How To Tame A Wild Tongue: Art After Chicanismo
This spring, the Museum of Contemporary Art San Diego will present To Tame a Wild Tongue: Art after Chicanismo at its downtown location from May 21 through August 23.
Drawn exclusively from the Museum’s holdings, To Tame a Wild Tongue: Art after Chicanismo brings together over 25 artists, all of whom explore aspects of the Mexican American experience. The exhibition includes painting, sculpture and installation, taking the Chicano Art Movement as a point of departure. The politically and culturally inspired movement was created by Mexican American artists during the counterculture revolution of the late 1960s and early 1970s.

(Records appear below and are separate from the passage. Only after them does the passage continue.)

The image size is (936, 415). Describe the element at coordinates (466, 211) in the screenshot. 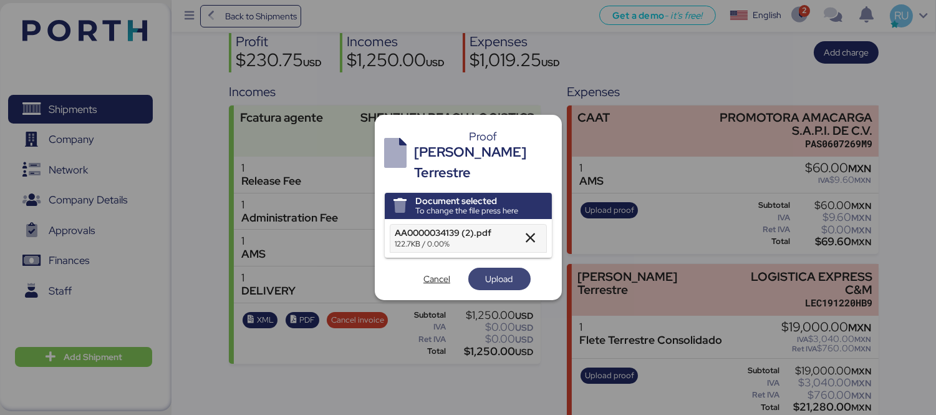

I see `div: To change the file press here` at that location.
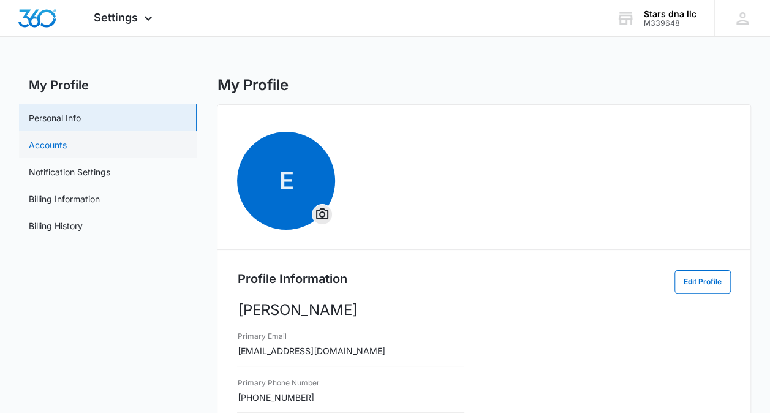  Describe the element at coordinates (278, 383) in the screenshot. I see `h3: Primary Phone Number` at that location.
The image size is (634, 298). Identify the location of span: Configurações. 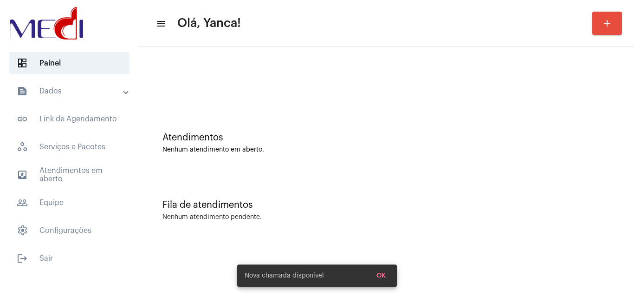
(69, 230).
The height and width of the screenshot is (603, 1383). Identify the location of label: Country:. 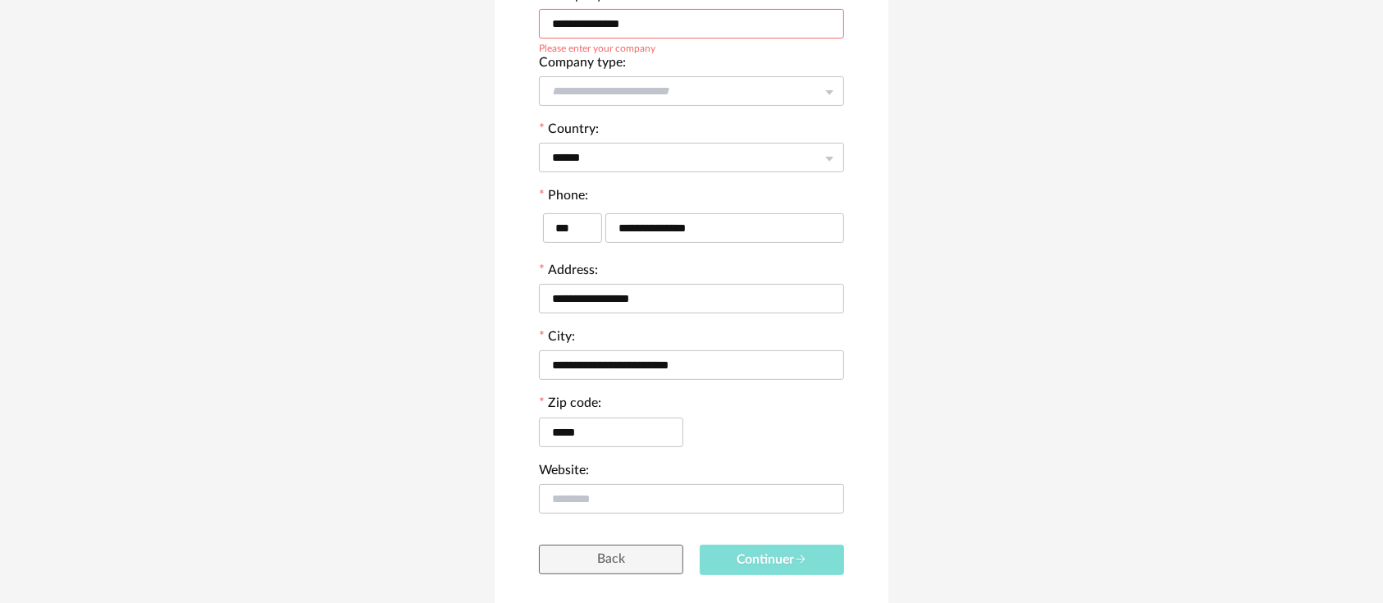
(569, 131).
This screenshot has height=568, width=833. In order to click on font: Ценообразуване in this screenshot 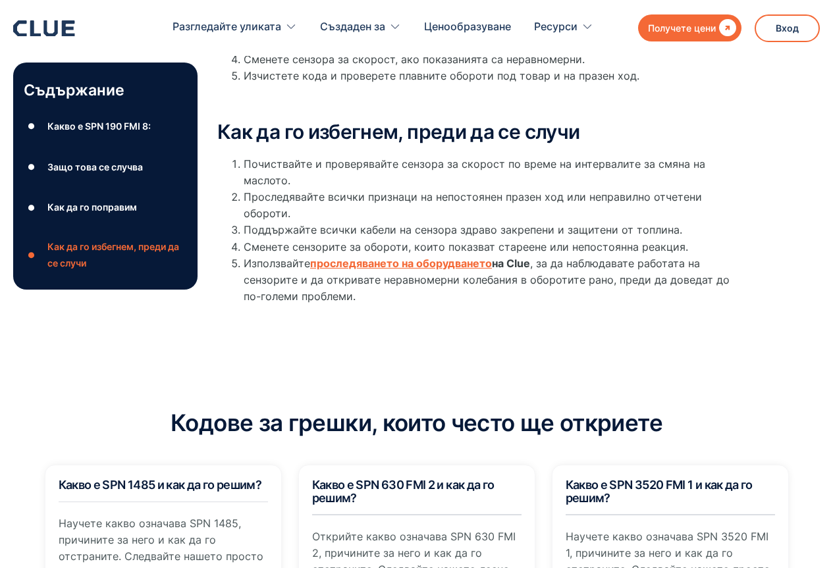, I will do `click(468, 26)`.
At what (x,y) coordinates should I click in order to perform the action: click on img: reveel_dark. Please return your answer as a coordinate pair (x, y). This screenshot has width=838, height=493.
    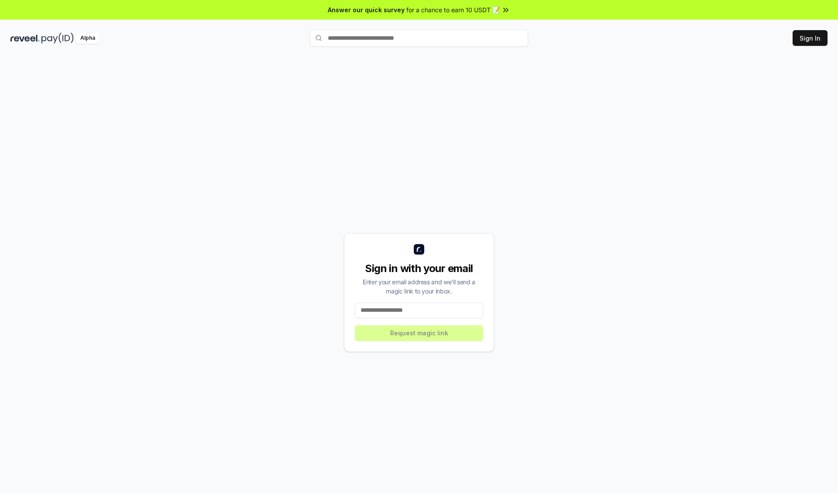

Heavily influenced by the iconography of revolutionary leaders, pre-Colonial art, Mexican religious icons and socio-political issues, the movement resisted and challenged dominant social norms and stereotypes to move towards cultural autonomy. The exhibition features works from the 1980s to our current moment, interrogating the reverberations of the post-Chicano moment with special attention paid to our transnational region.
To Tame a Wild Tongue borrows its title from Gloria Anzaldúa’s pivotal text that underscores language as a source of both cultural identity and cultural hybridity. The exhibition foregrounds the cultural hybridity that exists within a transborder context, without relying on identity alone as the Chicano Movement did. Instead, the artists in this exhibition explore conceptual processes linked to the social, cultural and political issues related to Mexican Americans living in the United States or to those living and making work on either side of the border.
Split into five thematic sections, the exhibition examines ideas of activism, labor, rasquachismo, domesticana, and the border. Questioning what it means to create political and socially oriented work outside of the label of Chicano/a/x, many artists breach ethnic, cultural, and class barriers, as well as the physical borders that shape an urban, multicultural experience.